I thought I had prepared enough, studied enough, waited enough. But then I sat in that throne and I felt the weight of it, not the physical weight. The other kind, the weight of knowing that every tradition I change will be criticized. Every modern idea I propose will be called dangerous. Every mistake I make will be compared to her perfection.

He turned to face Thomas again. His eyes were glassy, but no longer crying. And then the diagnosis came. Thomas felt his stomach drop. diagnosis. The word explained everything and nothing all at once. Three months ago, the king said, his voice steady now, clinical almost. The doctors found something. They were optimistic at first. Treatable, they said.

Manageable, but treatments take time, energy, focus. And I started to wonder. He paused, choosing his words carefully. Can I serve the crown while fighting this battle? Or will I become a burden? A sick king clinging to power while the country needs strength. The rain hit the windows harder now. Thomas wanted to say something comforting, something wise.

But what do you say to a king who’s questioning his own worth? The prime minister doesn’t know, Charles continued. My doctors have been discreet. Only a handful of people in the palace are aware. And every day I wake up and think, “Today I’ll tell them. Today, I’ll make the choice. But then I think about William.

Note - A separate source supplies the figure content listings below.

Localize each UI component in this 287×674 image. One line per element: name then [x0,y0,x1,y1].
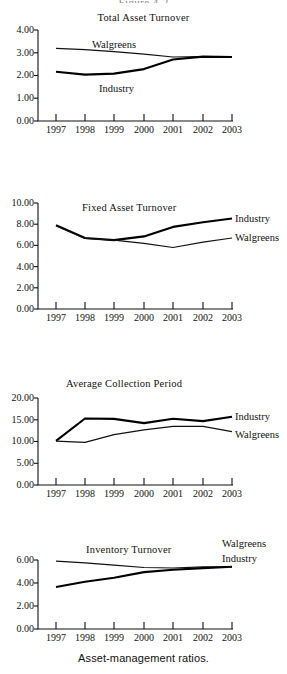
x-tick-label: 1998 [70,633,100,643]
y-tick-label: 6.00 [0,240,34,250]
y-tick-label: 2.00 [0,283,34,293]
x-tick-label: 1997 [41,633,71,643]
series-label-industry-3: Industry [235,411,270,422]
x-tick-label: 2003 [217,633,247,643]
x-tick-label: 2001 [158,633,188,643]
y-tick-label: 4.00 [0,262,34,272]
series-label-walgreens-4: Walgreens [222,538,266,549]
chart-panel-inventory-turnover: Inventory Turnover 6.00 4.00 2.00 0.00 1… [0,510,287,650]
x-tick-label: 2002 [188,125,218,135]
chart-plot-4 [0,510,287,650]
series-label-walgreens-1: Walgreens [92,39,136,50]
y-tick-label: 4.00 [0,25,34,35]
x-tick-label: 2000 [129,125,159,135]
series-label-industry-4: Industry [222,553,257,564]
x-tick-label: 2000 [129,633,159,643]
y-tick-label: 20.00 [0,393,34,403]
y-tick-label: 4.00 [0,578,34,588]
x-tick-label: 2003 [217,313,247,323]
y-tick-label: 0.00 [0,624,34,634]
x-tick-label: 2003 [217,125,247,135]
x-tick-label: 1997 [41,313,71,323]
y-tick-label: 0.00 [0,116,34,126]
y-tick-label: 1.00 [0,93,34,103]
chart-panel-average-collection-period: Average Collection Period 20.00 15.00 10… [0,340,287,500]
x-tick-label: 2001 [158,489,188,499]
y-tick-label: 2.00 [0,70,34,80]
x-tick-label: 1998 [70,125,100,135]
y-tick-label: 2.00 [0,601,34,611]
y-tick-label: 6.00 [0,555,34,565]
y-tick-label: 5.00 [0,458,34,468]
y-tick-label: 0.00 [0,480,34,490]
chart-plot-2 [0,170,287,330]
figure-page: Figure 4-2 Total Asset Turnover 4 [0,0,287,674]
x-tick-label: 2000 [129,313,159,323]
series-label-industry-1: Industry [99,83,134,94]
y-tick-label: 3.00 [0,48,34,58]
x-tick-label: 2000 [129,489,159,499]
y-tick-label: 8.00 [0,219,34,229]
x-tick-label: 1998 [70,489,100,499]
series-label-industry-2: Industry [235,213,270,224]
series-label-walgreens-3: Walgreens [235,429,279,440]
series-label-walgreens-2: Walgreens [235,232,279,243]
x-tick-label: 2002 [188,489,218,499]
y-tick-label: 15.00 [0,415,34,425]
y-tick-label: 0.00 [0,304,34,314]
x-tick-label: 1997 [41,489,71,499]
x-tick-label: 2001 [158,313,188,323]
x-tick-label: 1999 [99,125,129,135]
x-tick-label: 1999 [99,633,129,643]
x-tick-label: 1997 [41,125,71,135]
x-tick-label: 2002 [188,633,218,643]
chart-panel-total-asset-turnover: Total Asset Turnover 4.00 3.00 2.00 [0,0,287,150]
y-tick-label: 10.00 [0,436,34,446]
figure-caption: Asset-management ratios. [0,652,287,664]
chart-panel-fixed-asset-turnover: Fixed Asset Turnover 10.00 8.00 6.00 4. [0,170,287,330]
y-tick-label: 10.00 [0,198,34,208]
x-tick-label: 2003 [217,489,247,499]
x-tick-label: 2001 [158,125,188,135]
x-tick-label: 1999 [99,313,129,323]
x-tick-label: 1998 [70,313,100,323]
x-tick-label: 2002 [188,313,218,323]
x-tick-label: 1999 [99,489,129,499]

His voice softened when he said his son’s name. He’s not ready. He has young children. A wife who never asked for this burden so soon. And if I step down now, I force them into this life before they’ve had a chance to prepare. He picked up the photograph of the late queen, holding it gently.

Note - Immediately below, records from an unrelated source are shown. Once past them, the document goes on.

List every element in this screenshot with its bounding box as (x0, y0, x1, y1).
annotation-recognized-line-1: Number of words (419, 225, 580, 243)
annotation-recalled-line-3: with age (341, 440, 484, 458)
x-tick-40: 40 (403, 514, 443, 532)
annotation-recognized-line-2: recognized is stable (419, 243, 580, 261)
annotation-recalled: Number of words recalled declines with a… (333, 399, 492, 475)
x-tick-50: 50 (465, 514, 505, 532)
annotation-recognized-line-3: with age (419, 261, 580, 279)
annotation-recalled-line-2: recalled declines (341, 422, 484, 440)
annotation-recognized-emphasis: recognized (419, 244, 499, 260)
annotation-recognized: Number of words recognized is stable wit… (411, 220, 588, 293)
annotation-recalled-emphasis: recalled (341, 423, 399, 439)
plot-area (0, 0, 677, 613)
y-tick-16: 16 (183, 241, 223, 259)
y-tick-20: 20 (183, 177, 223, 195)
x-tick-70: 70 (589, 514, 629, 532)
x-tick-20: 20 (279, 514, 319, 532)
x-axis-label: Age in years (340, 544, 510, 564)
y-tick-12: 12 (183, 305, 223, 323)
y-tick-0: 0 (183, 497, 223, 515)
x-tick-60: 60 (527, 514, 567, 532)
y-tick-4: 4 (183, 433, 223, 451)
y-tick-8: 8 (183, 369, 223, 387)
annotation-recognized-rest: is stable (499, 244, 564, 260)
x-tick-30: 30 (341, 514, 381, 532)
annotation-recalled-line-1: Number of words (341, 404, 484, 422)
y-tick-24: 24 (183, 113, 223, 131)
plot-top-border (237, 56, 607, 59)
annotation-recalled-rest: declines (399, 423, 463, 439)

My mother would tell me to stay, to fight, to never show weakness. Duty first, always. That’s what she would say. He set the photo down. But I keep thinking about my father, Prince Philillip, how he walked away from his naval career to support her. How he lived in her shadow for decades. How he sacrificed his own identity for the crown.

And I wonder if that’s what I’m doing to William. Stealing his last years of freedom because I’m too proud to admit I’m not strong enough. St. Thomas finally spoke. You’re stronger than you think, sir. Charles smiled sadly. Am I or am I just afraid? Afraid that if I step down, history will remember me as the king who quit. The coward who couldn’t handle the pressure.